By Susan Brinkmann, OCDS
Staff Writer
(June 20, 2008) Glamorizing teen pregnancy in hit movies such as Juno and Knocked Up, broken families and directionless youth are being blamed for a “pregnancy pact” made by 17 girls who deliberately became pregnant at a high school in a Gloucester, Massachusetts. At least one baby is known to have been fathered by a 24 year old homeless man.
According to a report by Time Magazine, officials at Gloucester High School started looking into the matter in October after an unusual number of girls began coming to the school clinic for pregnancy tests. According to principal Joseph Sullivan, “some girls seemed more upset when they weren’t pregnant than when they were.”
Those who found out they were expecting reacted with “high fives and plans for baby showers,” Sullivan said. The girls, aged 16 and under, eventually revealed that they entered a pact to become pregnant and raise their babies together.
Many factors are being blamed for the girls’ disturbing behavior; including the school that many believe went overboard in accommodating pregnant students. A free on-site day-care center at the school enables teen parents to bring their children with them every day, thus making teen parenting look easier than it is. According to the Time report, “Strollers mingle seamlessly in school hallways among cheerleaders and junior ROTC.”
Naivety is another culprit. A June 8 graduate of Gloucester High student, Amanda Ireland, 18, gave birth during her freshman year and said many of the now pregnant girls regularly approached her in the hall to tell her how lucky she was to have a baby.
“They’re so excited to finally have someone to love them unconditionally,”{ Ireland said. “I try to explain it’s hard to feel loved when an infant is screaming to be fed at 3 a.m.”
Another factor is the poor economy in the mostly blue-collar town of Gloucester (pop. 30,000) which derives its income from a strong fishing industry. But in recent years, as jobs have been disappearing overseas, many families are struggling.
“Families are broken,” says school superintendent Christopher Farmer. “Many of our young people are growing up directionless.”
The pregnancy pact is forcing this largely Catholic community to grapple with some hard questions, including what to do about it. However, rather than address the underlying moral issues, the school’s nurse practitioner, Kim Daly, and the clinic’s medical director, Dr. Brian Orr, lobbied for offering teens birth control without parental consent. The proposal drew the ire of Gloucester Mayor Carolyn Kirk whose public outcry against the two led to their resignations last month.
“It is very clear that the board [at Northeast Health System of Beverly, which manages the clinic] is not in favor and will not support contraception in the school,” Orr told the Boston Globe. “There is an epidemic of teen pregnancy at the school.”
Psychiatrist Keith Ablow of Fox News called the school’s epidemic “shocking.”
“But the other thing we should realize is that we are hot on the heels of [17-year-old] Jamie Lynn Spears deciding to start a family and of mass media embracing the notion and waiting with bated breath for her baby,” he said.
Jamie Lynn gave birth to a baby girl on Thursday.
Ablow said the example in Massachusetts should be heeded as a warning.
“In a world that is so technologically based, there will be predictable push-back from young people,” he said. “They want to remind themselves that they are alive and human. One of the ways people do this is that they reproduce.”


--- About this exercise ---
Here is a block of records. Copy every line in it that includes "with".

--- Data records ---
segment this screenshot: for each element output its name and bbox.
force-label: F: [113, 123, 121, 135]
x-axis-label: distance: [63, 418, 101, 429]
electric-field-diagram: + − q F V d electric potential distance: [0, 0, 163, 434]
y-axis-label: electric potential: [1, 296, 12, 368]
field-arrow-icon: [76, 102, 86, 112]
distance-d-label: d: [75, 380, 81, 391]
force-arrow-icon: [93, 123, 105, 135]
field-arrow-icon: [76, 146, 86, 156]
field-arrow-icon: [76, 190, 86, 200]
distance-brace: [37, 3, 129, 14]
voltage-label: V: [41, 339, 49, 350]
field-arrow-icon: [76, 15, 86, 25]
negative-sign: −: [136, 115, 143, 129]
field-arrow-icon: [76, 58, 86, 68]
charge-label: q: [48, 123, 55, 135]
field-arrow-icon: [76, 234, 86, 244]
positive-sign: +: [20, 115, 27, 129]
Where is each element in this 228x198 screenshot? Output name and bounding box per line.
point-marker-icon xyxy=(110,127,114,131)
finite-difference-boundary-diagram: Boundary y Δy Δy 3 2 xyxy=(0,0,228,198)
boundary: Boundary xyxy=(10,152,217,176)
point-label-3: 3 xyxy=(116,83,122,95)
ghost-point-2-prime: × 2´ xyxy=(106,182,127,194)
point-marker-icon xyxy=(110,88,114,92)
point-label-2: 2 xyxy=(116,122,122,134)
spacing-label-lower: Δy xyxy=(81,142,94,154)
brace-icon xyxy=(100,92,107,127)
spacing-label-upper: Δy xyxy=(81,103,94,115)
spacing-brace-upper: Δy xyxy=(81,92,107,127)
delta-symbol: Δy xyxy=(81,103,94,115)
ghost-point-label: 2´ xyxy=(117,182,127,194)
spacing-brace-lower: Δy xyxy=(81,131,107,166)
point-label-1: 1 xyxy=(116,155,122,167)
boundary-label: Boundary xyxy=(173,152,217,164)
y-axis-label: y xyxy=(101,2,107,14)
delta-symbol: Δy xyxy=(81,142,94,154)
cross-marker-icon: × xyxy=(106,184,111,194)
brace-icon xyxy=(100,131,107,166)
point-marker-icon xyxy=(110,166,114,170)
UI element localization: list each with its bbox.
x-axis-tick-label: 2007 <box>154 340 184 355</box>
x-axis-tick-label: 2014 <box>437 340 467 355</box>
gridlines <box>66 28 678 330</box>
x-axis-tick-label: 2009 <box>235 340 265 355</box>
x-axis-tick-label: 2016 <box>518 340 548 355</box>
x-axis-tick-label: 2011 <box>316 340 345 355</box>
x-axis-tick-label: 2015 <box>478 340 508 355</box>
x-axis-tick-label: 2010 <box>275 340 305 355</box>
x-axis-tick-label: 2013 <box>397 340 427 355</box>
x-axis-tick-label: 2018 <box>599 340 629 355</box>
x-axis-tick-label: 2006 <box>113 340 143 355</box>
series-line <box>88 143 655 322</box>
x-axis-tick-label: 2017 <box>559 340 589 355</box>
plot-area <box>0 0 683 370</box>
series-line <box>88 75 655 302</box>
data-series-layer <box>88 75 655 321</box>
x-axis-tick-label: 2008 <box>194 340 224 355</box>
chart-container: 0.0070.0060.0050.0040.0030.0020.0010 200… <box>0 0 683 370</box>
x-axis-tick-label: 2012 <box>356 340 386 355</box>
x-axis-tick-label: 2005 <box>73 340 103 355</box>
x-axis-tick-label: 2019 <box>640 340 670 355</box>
...
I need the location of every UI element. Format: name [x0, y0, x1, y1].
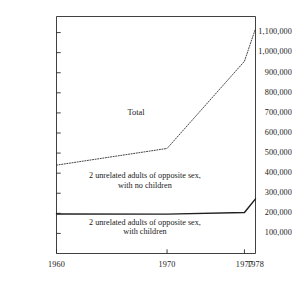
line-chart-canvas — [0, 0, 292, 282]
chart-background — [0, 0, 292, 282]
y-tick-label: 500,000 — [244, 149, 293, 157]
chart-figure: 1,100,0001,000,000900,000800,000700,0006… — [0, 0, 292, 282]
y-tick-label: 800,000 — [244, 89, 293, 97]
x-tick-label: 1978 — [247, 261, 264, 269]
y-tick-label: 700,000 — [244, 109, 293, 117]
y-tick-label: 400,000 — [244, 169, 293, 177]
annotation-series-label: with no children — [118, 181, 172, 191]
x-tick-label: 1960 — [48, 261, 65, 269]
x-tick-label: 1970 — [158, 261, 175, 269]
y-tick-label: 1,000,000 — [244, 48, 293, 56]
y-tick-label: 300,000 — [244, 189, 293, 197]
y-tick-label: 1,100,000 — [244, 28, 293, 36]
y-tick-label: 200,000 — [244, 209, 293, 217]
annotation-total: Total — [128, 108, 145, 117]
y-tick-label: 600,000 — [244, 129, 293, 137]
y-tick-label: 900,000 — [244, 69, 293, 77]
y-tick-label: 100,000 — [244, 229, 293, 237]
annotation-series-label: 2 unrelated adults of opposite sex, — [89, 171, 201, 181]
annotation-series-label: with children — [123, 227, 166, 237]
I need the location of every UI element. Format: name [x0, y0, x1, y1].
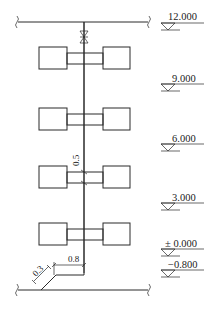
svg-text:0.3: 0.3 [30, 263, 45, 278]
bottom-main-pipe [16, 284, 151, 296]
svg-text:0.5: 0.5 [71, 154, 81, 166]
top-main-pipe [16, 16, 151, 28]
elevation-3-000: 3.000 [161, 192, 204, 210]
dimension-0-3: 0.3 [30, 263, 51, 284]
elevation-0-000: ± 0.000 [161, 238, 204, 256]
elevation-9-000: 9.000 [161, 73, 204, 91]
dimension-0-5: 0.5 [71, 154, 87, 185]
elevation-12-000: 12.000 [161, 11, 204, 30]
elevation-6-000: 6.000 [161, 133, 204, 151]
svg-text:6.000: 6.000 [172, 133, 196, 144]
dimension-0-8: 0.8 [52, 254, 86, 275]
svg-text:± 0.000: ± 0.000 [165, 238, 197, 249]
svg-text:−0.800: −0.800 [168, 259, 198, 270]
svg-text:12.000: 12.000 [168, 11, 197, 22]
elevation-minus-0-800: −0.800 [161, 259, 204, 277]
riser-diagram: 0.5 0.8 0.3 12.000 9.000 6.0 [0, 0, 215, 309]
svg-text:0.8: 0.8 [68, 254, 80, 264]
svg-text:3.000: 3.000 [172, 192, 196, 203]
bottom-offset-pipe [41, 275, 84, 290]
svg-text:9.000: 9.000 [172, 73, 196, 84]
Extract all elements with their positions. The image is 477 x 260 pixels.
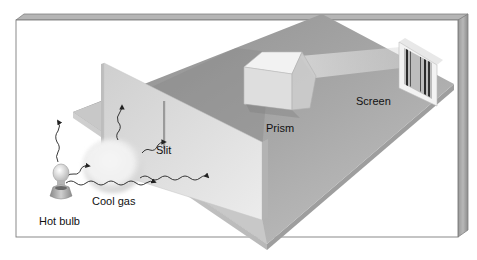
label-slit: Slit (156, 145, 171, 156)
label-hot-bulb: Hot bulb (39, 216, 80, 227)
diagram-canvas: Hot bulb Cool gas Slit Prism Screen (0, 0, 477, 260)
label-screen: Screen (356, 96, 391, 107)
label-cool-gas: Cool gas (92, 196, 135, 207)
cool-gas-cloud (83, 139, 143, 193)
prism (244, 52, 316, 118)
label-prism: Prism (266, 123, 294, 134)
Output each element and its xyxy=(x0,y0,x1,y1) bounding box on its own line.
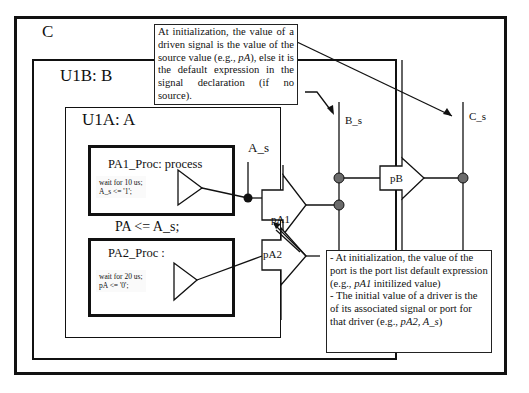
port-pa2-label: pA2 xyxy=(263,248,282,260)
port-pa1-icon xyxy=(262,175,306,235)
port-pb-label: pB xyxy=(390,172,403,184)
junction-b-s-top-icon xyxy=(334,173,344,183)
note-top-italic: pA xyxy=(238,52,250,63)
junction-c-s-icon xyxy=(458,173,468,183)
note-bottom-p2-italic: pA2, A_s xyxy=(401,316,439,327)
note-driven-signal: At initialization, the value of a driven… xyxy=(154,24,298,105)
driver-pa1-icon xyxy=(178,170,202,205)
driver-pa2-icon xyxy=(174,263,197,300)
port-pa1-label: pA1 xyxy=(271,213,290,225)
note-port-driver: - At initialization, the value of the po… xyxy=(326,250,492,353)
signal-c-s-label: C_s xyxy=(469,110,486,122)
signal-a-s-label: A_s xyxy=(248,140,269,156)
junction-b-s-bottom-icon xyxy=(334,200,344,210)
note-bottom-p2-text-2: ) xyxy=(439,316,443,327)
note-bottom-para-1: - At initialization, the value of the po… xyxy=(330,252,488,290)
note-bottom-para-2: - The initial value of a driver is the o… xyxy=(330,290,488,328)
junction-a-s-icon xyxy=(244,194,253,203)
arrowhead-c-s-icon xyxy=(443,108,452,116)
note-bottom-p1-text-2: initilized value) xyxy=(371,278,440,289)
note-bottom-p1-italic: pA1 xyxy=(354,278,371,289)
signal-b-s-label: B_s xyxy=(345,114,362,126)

--- The completed task ---
UI element localization: list each with its bbox.
annotation-series-label: with no children — [118, 181, 172, 191]
annotation-series-label: with children — [123, 227, 166, 237]
Extract all elements with their positions. The image is 477 x 260 pixels.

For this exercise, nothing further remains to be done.